Some more detail that's hopefully easier to understand
If we're looking at the modern home, everything that doesn't use a motor can easily run on DC, and in the case of home electronics of any kind, internally does. So it makes sense to mass-rectify from the grid and feed our devices from the rectified DC. But to be most efficient, they all need to use the same voltage. As I look through my cordless tools and such, I see 12VDC, 18VDC, 24VDC, and 48VDC. So clearly we have a standards problem here. Too many standards to choose from!
I mentionned the exception being motors. There is no such thing as a truly brushless true-DC motor while there is such a thing as a brushless AC motor. Likewise, you can have a brushless AC generator but not a brushless DC generator. Electricity is created by moving a magnetic field over a wire, or moving a wire through a magnetic field. If you create a coil and place a magnet in it, the magnet rotates thus pushing electrons first with the north pole and then with the south pole. This reversal of magnetic polarity causes a reversal of voltage thus producing AC. A motor is the same contraption but in reverse. To use a DC motor or DC generator, you need brushes and commutators to rectify the AC into DC. A universal motor also uses brushes and commutators, but will run on both AC and DC. New car alternators use the same contraption in reverse to generate electricity, but they require a bit of electricity running through their spinning coil to generate the magnetic field for them to work. But make no mistake, they use brushes to do so. Thus motors and generators are inherently AC devices.
The classic workhorse electric motor is called a "squirrel cage motor". (If you take one apart, you'll see why.) In North America, these run at 60 cycles per second, the same frequency as the AC current. If you want to change the speed, you adjust the frequency. These motors are brushless which makes them ideal for industrial uses because they don't need much maintenance. Many appliances including refrigerators, air conditioners, furnace fans, washing machines, and so forth, use these squirrel cage motors for just this reason.

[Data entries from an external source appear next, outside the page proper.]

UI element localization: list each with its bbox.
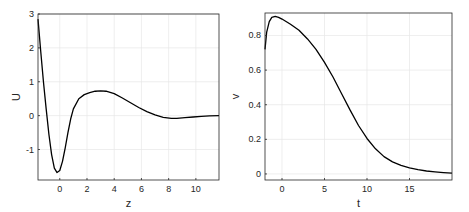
plot-u-vs-z: 0246810-10123zU (10, 9, 219, 209)
x-tick-label: 10 (362, 184, 372, 194)
y-tick-label: 0.6 (248, 65, 261, 75)
x-axis-label: z (126, 197, 132, 209)
y-tick-label: 0.2 (248, 134, 261, 144)
y-axis-label: v (229, 93, 241, 99)
y-tick-label: 0.8 (248, 30, 261, 40)
data-line (265, 16, 452, 173)
y-tick-label: 3 (29, 9, 34, 19)
x-tick-label: 6 (139, 184, 144, 194)
x-tick-label: 0 (57, 184, 62, 194)
x-tick-label: 8 (166, 184, 171, 194)
y-tick-label: 2 (29, 43, 34, 53)
x-tick-label: 10 (191, 184, 201, 194)
y-tick-label: 0.4 (248, 100, 261, 110)
y-tick-label: -1 (26, 145, 34, 155)
y-tick-label: 0 (256, 169, 261, 179)
axes-box (38, 14, 219, 180)
x-tick-label: 15 (404, 184, 414, 194)
x-tick-label: 5 (322, 184, 327, 194)
figure: 0246810-10123zU 05101500.20.40.60.8tv (0, 0, 469, 212)
x-tick-label: 0 (279, 184, 284, 194)
y-tick-label: 0 (29, 111, 34, 121)
axes-box (265, 13, 452, 180)
x-tick-label: 2 (84, 184, 89, 194)
x-axis-label: t (357, 197, 360, 209)
x-tick-label: 4 (112, 184, 117, 194)
y-tick-label: 1 (29, 77, 34, 87)
y-axis-label: U (10, 93, 22, 101)
plot-v-vs-t: 05101500.20.40.60.8tv (229, 13, 452, 209)
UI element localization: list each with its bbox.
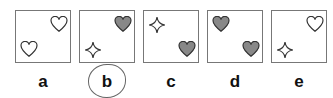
selection-circle	[88, 64, 126, 98]
option-label-d: d	[207, 72, 263, 92]
option-box-c[interactable]	[143, 10, 199, 63]
option-box-a[interactable]	[15, 10, 71, 63]
outline-heart-icon	[20, 41, 38, 59]
outline-star-icon	[276, 41, 294, 59]
filled-heart-icon	[242, 41, 260, 59]
option-box-e[interactable]	[271, 10, 327, 63]
filled-heart-icon	[178, 41, 196, 59]
option-label-c: c	[143, 72, 199, 92]
outline-star-icon	[148, 16, 166, 34]
option-box-b[interactable]	[79, 10, 135, 63]
option-label-a: a	[15, 72, 71, 92]
option-label-e: e	[271, 72, 327, 92]
filled-heart-icon	[114, 16, 132, 34]
outline-heart-icon	[50, 16, 68, 34]
outline-heart-icon	[306, 16, 324, 34]
option-box-d[interactable]	[207, 10, 263, 63]
filled-heart-icon	[212, 16, 230, 34]
outline-star-icon	[84, 41, 102, 59]
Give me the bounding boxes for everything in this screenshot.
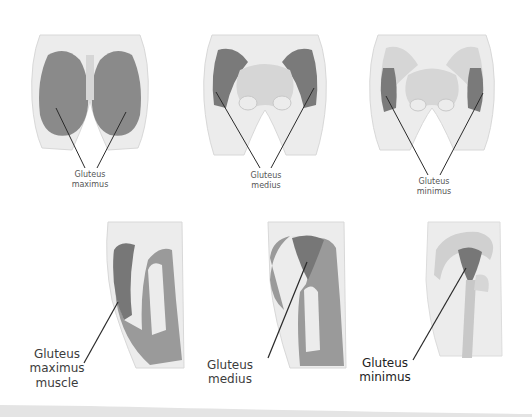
label-line: maximus xyxy=(22,361,92,375)
panel-gluteus-minimus-posterior xyxy=(370,35,495,175)
panel-gluteus-medius-posterior xyxy=(204,35,327,168)
label-line: Gluteus xyxy=(200,358,260,372)
label-gluteus-medius-posterior: Gluteus medius xyxy=(236,171,296,190)
label-gluteus-maximus-lateral: Gluteus maximus muscle xyxy=(22,347,92,390)
label-gluteus-medius-lateral: Gluteus medius xyxy=(200,358,260,387)
label-line: medius xyxy=(236,181,296,191)
label-line: Gluteus xyxy=(404,177,464,187)
label-line: Gluteus xyxy=(236,171,296,181)
page-edge xyxy=(0,405,532,417)
label-gluteus-minimus-posterior: Gluteus minimus xyxy=(404,177,464,196)
label-gluteus-minimus-lateral: Gluteus minimus xyxy=(355,356,415,385)
panel-gluteus-minimus-lateral xyxy=(413,222,502,360)
label-line: minimus xyxy=(355,370,415,384)
label-line: maximus xyxy=(60,180,120,190)
label-line: minimus xyxy=(404,187,464,197)
panel-gluteus-maximus-lateral xyxy=(84,222,184,368)
label-line: muscle xyxy=(22,376,92,390)
label-gluteus-maximus-posterior: Gluteus maximus xyxy=(60,170,120,189)
label-line: Gluteus xyxy=(22,347,92,361)
panel-gluteus-maximus-posterior xyxy=(32,35,149,168)
label-line: Gluteus xyxy=(355,356,415,370)
panel-gluteus-medius-lateral xyxy=(268,222,346,368)
label-line: medius xyxy=(200,372,260,386)
label-line: Gluteus xyxy=(60,170,120,180)
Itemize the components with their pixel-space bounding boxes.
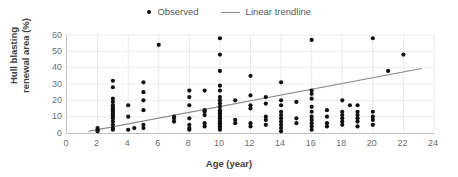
data-point (371, 36, 375, 40)
legend-label-observed: Observed (157, 7, 198, 17)
data-point (371, 110, 375, 114)
data-point (279, 103, 283, 107)
data-point (111, 85, 115, 89)
data-point (340, 98, 344, 102)
data-point (111, 97, 115, 101)
data-point (233, 98, 237, 102)
x-tick-label: 6 (146, 139, 170, 148)
data-point (141, 123, 145, 127)
legend-item-observed: Observed (147, 7, 199, 17)
data-point (310, 97, 314, 101)
data-point (294, 121, 298, 125)
data-point (325, 115, 329, 119)
data-point (141, 90, 145, 94)
y-tick-label: 0 (40, 129, 62, 138)
plot-canvas (67, 35, 434, 133)
data-point (279, 98, 283, 102)
x-tick-label: 2 (85, 139, 109, 148)
data-point (264, 95, 268, 99)
data-point (187, 116, 191, 120)
data-point (279, 80, 283, 84)
data-point (233, 118, 237, 122)
x-tick-label: 10 (207, 139, 231, 148)
y-tick-label: 50 (40, 47, 62, 56)
data-point (355, 124, 359, 128)
x-tick-label: 12 (238, 139, 262, 148)
scatter-chart: Observed Linear trendline Hull blastingr… (0, 0, 458, 177)
y-tick-label: 10 (40, 112, 62, 121)
data-point (203, 88, 207, 92)
x-axis-ticks: 024681012141618202224 (0, 139, 458, 153)
data-point (310, 38, 314, 42)
data-point (126, 103, 130, 107)
data-point (401, 53, 405, 57)
y-tick-label: 30 (40, 80, 62, 89)
data-point (218, 36, 222, 40)
chart-legend: Observed Linear trendline (0, 3, 458, 21)
plot-area (66, 35, 434, 134)
x-tick-label: 18 (329, 139, 353, 148)
x-tick-label: 24 (421, 139, 445, 148)
x-tick-label: 4 (115, 139, 139, 148)
data-point (248, 103, 252, 107)
data-point (187, 95, 191, 99)
data-point (371, 123, 375, 127)
data-point (187, 103, 191, 107)
data-point (355, 110, 359, 114)
data-point (141, 98, 145, 102)
x-axis-title: Age (year) (0, 158, 458, 169)
data-point (264, 102, 268, 106)
y-tick-label: 60 (40, 31, 62, 40)
x-tick-label: 22 (390, 139, 414, 148)
data-point (248, 74, 252, 78)
data-point (310, 115, 314, 119)
data-point (248, 93, 252, 97)
y-tick-label: 20 (40, 96, 62, 105)
x-tick-label: 14 (268, 139, 292, 148)
data-point (141, 108, 145, 112)
data-point (355, 103, 359, 107)
data-point (371, 115, 375, 119)
legend-dot-icon (147, 10, 152, 15)
data-point (95, 126, 99, 130)
legend-line-icon (221, 12, 240, 13)
data-point (132, 126, 136, 130)
legend-item-trendline: Linear trendline (221, 7, 312, 17)
data-point (325, 121, 329, 125)
data-point (386, 69, 390, 73)
data-point (279, 110, 283, 114)
data-point (218, 84, 222, 88)
gridlines (67, 35, 434, 133)
data-point (325, 108, 329, 112)
data-point (126, 128, 130, 132)
data-point (294, 116, 298, 120)
data-point (264, 115, 268, 119)
y-axis-title-line2: renewal area (%) (19, 18, 30, 93)
data-point (187, 88, 191, 92)
data-point (218, 88, 222, 92)
data-point (126, 115, 130, 119)
data-point (187, 123, 191, 127)
data-point (218, 95, 222, 99)
data-point (310, 110, 314, 114)
data-point (111, 79, 115, 83)
data-point (218, 69, 222, 73)
data-point (310, 105, 314, 109)
data-point (340, 110, 344, 114)
x-tick-label: 0 (54, 139, 78, 148)
data-point (141, 80, 145, 84)
x-tick-label: 20 (360, 139, 384, 148)
legend-label-trendline: Linear trendline (246, 7, 312, 17)
data-point (203, 108, 207, 112)
data-point (248, 121, 252, 125)
x-tick-label: 16 (299, 139, 323, 148)
data-point (203, 121, 207, 125)
x-tick-label: 8 (176, 139, 200, 148)
data-point (218, 53, 222, 57)
data-point (294, 100, 298, 104)
data-point (172, 115, 176, 119)
data-point (157, 43, 161, 47)
y-axis-title: Hull blastingrenewal area (%) (8, 1, 31, 111)
y-axis-title-line1: Hull blasting (8, 27, 19, 84)
data-point (264, 123, 268, 127)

So if you're running a house on DC, and you have a refrigerator, or a water pump, you classically need to "invert" the DC to AC or you need to replace the brushes and clean the commutators regularly. Modern inverters are quite efficient in doing this, but it's not easy and not perfect. Rectifying DC (through a bridge rectifier with a filtering capacitor and inductor) is much easier and more efficient. Until recently, most home appliances ran on motors. So that's why we have AC in our homes.

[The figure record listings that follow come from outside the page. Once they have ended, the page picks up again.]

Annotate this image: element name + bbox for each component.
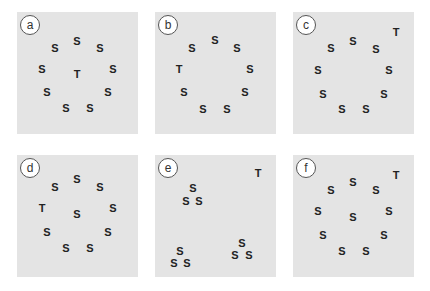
distractor-letter: S (195, 196, 202, 207)
panel-label: c (296, 15, 316, 35)
distractor-letter: S (104, 87, 111, 98)
distractor-letter: S (380, 89, 387, 100)
distractor-letter: S (104, 227, 111, 238)
distractor-letter: S (109, 203, 116, 214)
distractor-letter: S (189, 183, 196, 194)
panel-label: d (20, 158, 40, 178)
panel-e: eTSSSSSSSSS (155, 155, 276, 277)
panel-f: fTSSSSSSSSSS (293, 155, 414, 277)
distractor-letter: S (183, 258, 190, 269)
distractor-letter: S (245, 250, 252, 261)
distractor-letter: S (182, 196, 189, 207)
distractor-letter: S (211, 35, 218, 46)
distractor-letter: S (380, 230, 387, 241)
distractor-letter: S (188, 43, 195, 54)
panel-label: b (158, 15, 178, 35)
distractor-letter: S (338, 104, 345, 115)
panel-a: aSSSSTSSSSS (17, 12, 138, 134)
target-letter: T (393, 170, 400, 181)
distractor-letter: S (86, 243, 93, 254)
distractor-letter: S (73, 209, 80, 220)
distractor-letter: S (349, 212, 356, 223)
distractor-letter: S (51, 43, 58, 54)
distractor-letter: S (314, 206, 321, 217)
distractor-letter: S (62, 243, 69, 254)
panel-label: f (296, 158, 316, 178)
distractor-letter: S (314, 65, 321, 76)
distractor-letter: S (231, 250, 238, 261)
distractor-letter: S (349, 177, 356, 188)
distractor-letter: S (180, 87, 187, 98)
distractor-letter: S (223, 104, 230, 115)
distractor-letter: S (241, 87, 248, 98)
distractor-letter: S (73, 36, 80, 47)
panel-b: bSSSTSSSSS (155, 12, 276, 134)
target-letter: T (393, 27, 400, 38)
distractor-letter: S (319, 89, 326, 100)
target-letter: T (176, 64, 183, 75)
distractor-letter: S (385, 206, 392, 217)
distractor-letter: S (96, 43, 103, 54)
distractor-letter: S (176, 246, 183, 257)
distractor-letter: S (338, 246, 345, 257)
panel-d: dSSSTSSSSSS (17, 155, 138, 277)
distractor-letter: S (362, 104, 369, 115)
distractor-letter: S (327, 185, 334, 196)
distractor-letter: S (319, 230, 326, 241)
distractor-letter: S (38, 64, 45, 75)
distractor-letter: S (51, 182, 58, 193)
distractor-letter: S (43, 227, 50, 238)
panel-c: cTSSSSSSSSS (293, 12, 414, 134)
distractor-letter: S (86, 103, 93, 114)
target-letter: T (74, 69, 81, 80)
distractor-letter: S (170, 258, 177, 269)
target-letter: T (255, 168, 262, 179)
distractor-letter: S (233, 43, 240, 54)
distractor-letter: S (238, 238, 245, 249)
distractor-letter: S (372, 185, 379, 196)
distractor-letter: S (349, 36, 356, 47)
distractor-letter: S (372, 44, 379, 55)
distractor-letter: S (385, 65, 392, 76)
distractor-letter: S (362, 246, 369, 257)
distractor-letter: S (43, 87, 50, 98)
panel-label: a (20, 15, 40, 35)
distractor-letter: S (246, 64, 253, 75)
distractor-letter: S (199, 104, 206, 115)
distractor-letter: S (96, 182, 103, 193)
target-letter: T (39, 203, 46, 214)
distractor-letter: S (109, 64, 116, 75)
distractor-letter: S (62, 103, 69, 114)
distractor-letter: S (73, 174, 80, 185)
panel-label: e (158, 158, 178, 178)
distractor-letter: S (327, 43, 334, 54)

Back in high school (some 30 years ago), for a science fair, I built a linear motor. It consisted of a series of electro-magnets all set in a line. You turn them on and off in series to drive a ball bearing down the track. At a local museum, they had much the same thing, but made into an oval. Theirs would move a pure aluminium puck around their oval track. Stretch that oval out into a circle and you have what is called a multi-phase brushless motor. The minimum number of phases for a reliable motor of this type is 3. My brand new off-the-shelf furnace fan uses a 24-phase brushless motor running at 240VDC and my washing machine uses a 15-phase brushless motor running at 120VDC. So the days of the squirrel cage motor are clearly numbered and the ability to make motorized appliances that can and do run on DC are clearly here. And the circuit for these is very cheap and very robust. Mine, made from a 555-timer, TTL D-type flip-flops, and relays still works today [and can still bury a ball-bearing into a piece of pine]. Today, CMOS and power-FETs are the more cost-effective and much more efficient way to go, but the design is the same, and just as cheap, and even more robust.
So the only thing that is holding us back from moving to houses with integral DC wiring and circuitry is the understanding that it is easily feasible, and the will.